Social and Non-Financial Returns: When ROI Is Incomplete
ROI is designed for investments where returns are measurable in monetary terms. Many business investments involve returns that are real but not directly quantifiable: staff training improves capability in ways that manifest as better customer outcomes, faster problem solving, and lower error rates — but attributing a specific revenue figure to a training programme requires assumptions that quickly become arbitrary. Employee wellbeing initiatives reduce turnover (which has a measurable cost) but also improve morale, creativity, and discretionary effort in ways that matter but resist measurement. Brand investment shapes long-term customer preference and pricing power that cannot be isolated from other factors. Sustainability investments reduce regulatory and reputational risk that is real but probabilistic. For these categories, ROI remains a useful planning input — estimating the order of magnitude of expected returns helps allocate resources across competing priorities — but the decision should also incorporate strategic importance and risk reduction value rather than treating ROI as the sole criterion. A ROI calculator quantifies the financial return; the non-financial case for an investment belongs in the narrative that accompanies the numbers.
What to do next
Use the ideas above as a starting point — then connect them to your own numbers and related guides on Calc It Anything.

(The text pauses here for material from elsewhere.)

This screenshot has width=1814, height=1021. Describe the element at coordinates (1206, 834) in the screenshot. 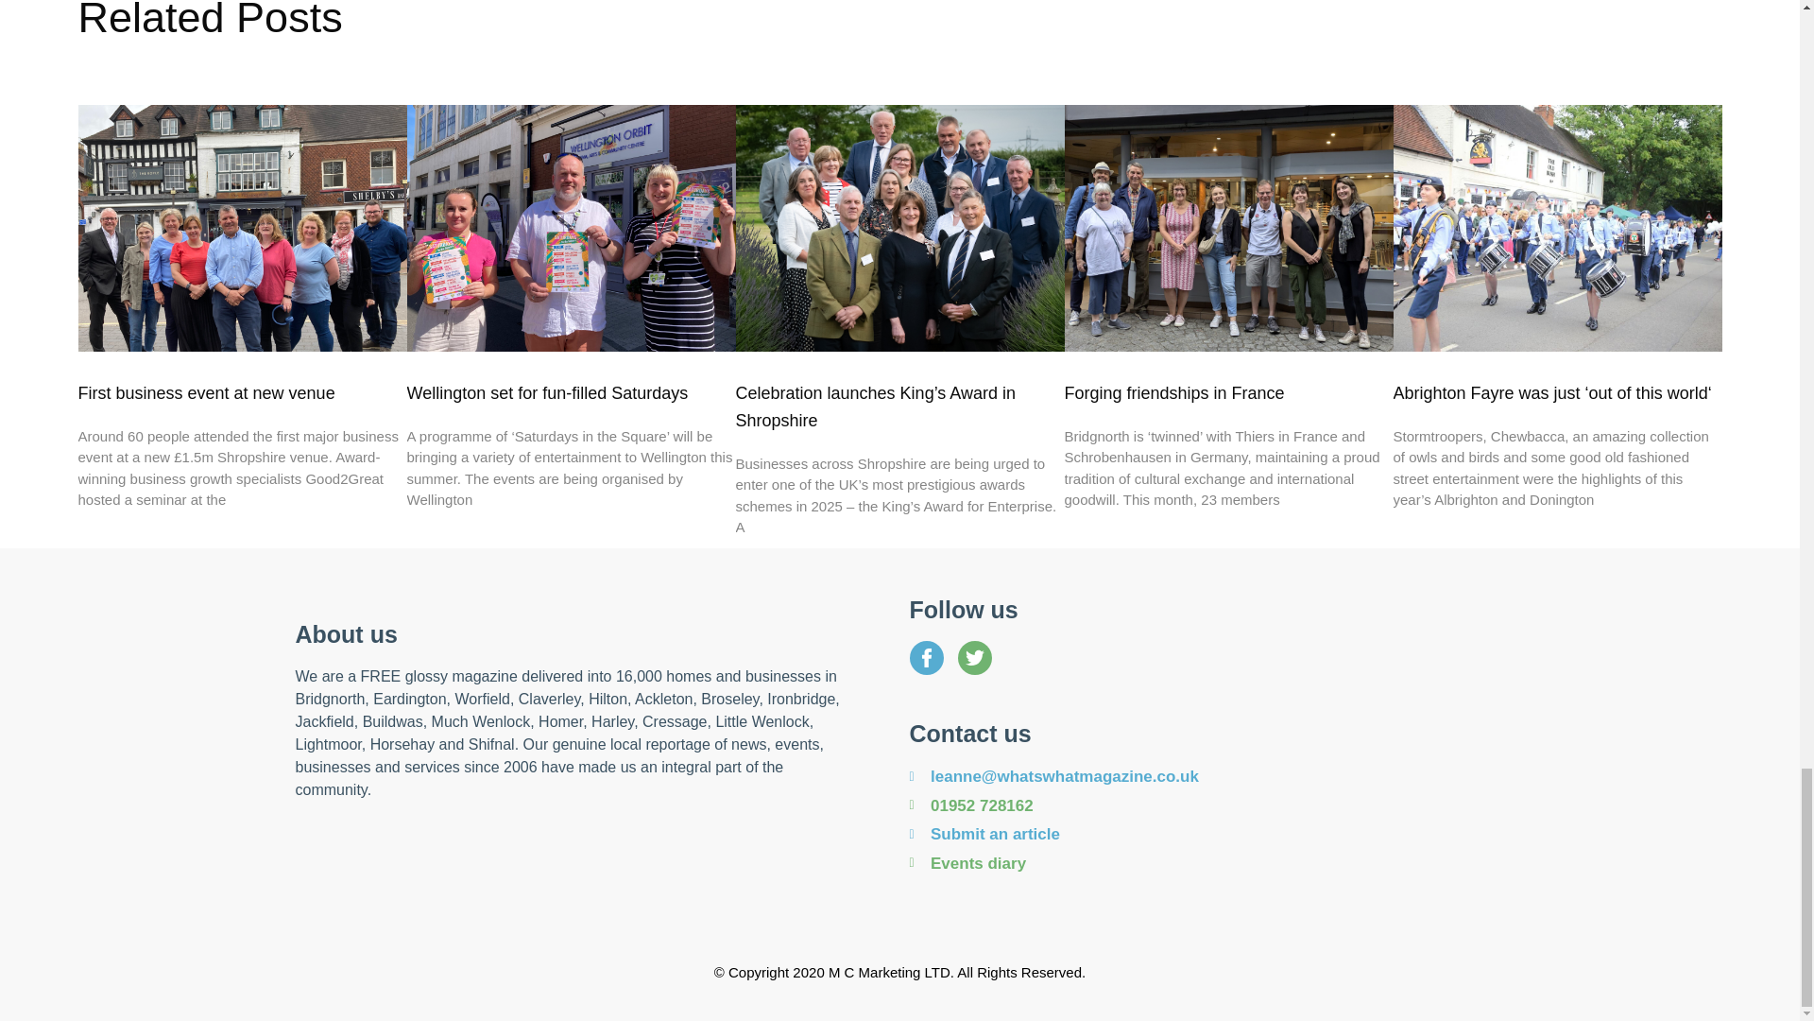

- Read the small business finance and growth guide for the wider cluster.
- Compare with Hidden Costs in Small Business: The Expenses Owners Forget.
- Compare with How Small Costs Destroy Profitability.
- Run the relevant calculator on this site with your own inputs before making a decision.
Related reading
- small business finance and growth guide
- Hidden Costs in Small Business: The Expenses Owners Forget
- How Small Costs Destroy Profitability
- The Hidden Costs of Building Software
Frequently asked questions
Why do small costs hurt profitable businesses?
Fixed overheads and low-margin revenue mean recurring £50–£200 leaks compound across dozens of line items. Margin looks fine on paper until you aggregate subscriptions, fees, and unused seats.
How often should I review business running costs?
A lightweight quarterly pass on software, payment fees, and contractor spend catches drift early. Tie the review to one metric — gross margin or monthly burn — so it stays actionable.
Is cutting costs always the right response?
No. Cut spend that does not protect revenue or retention first. Protect customer-facing delivery and anything with measurable ROI before across-the-board austerity.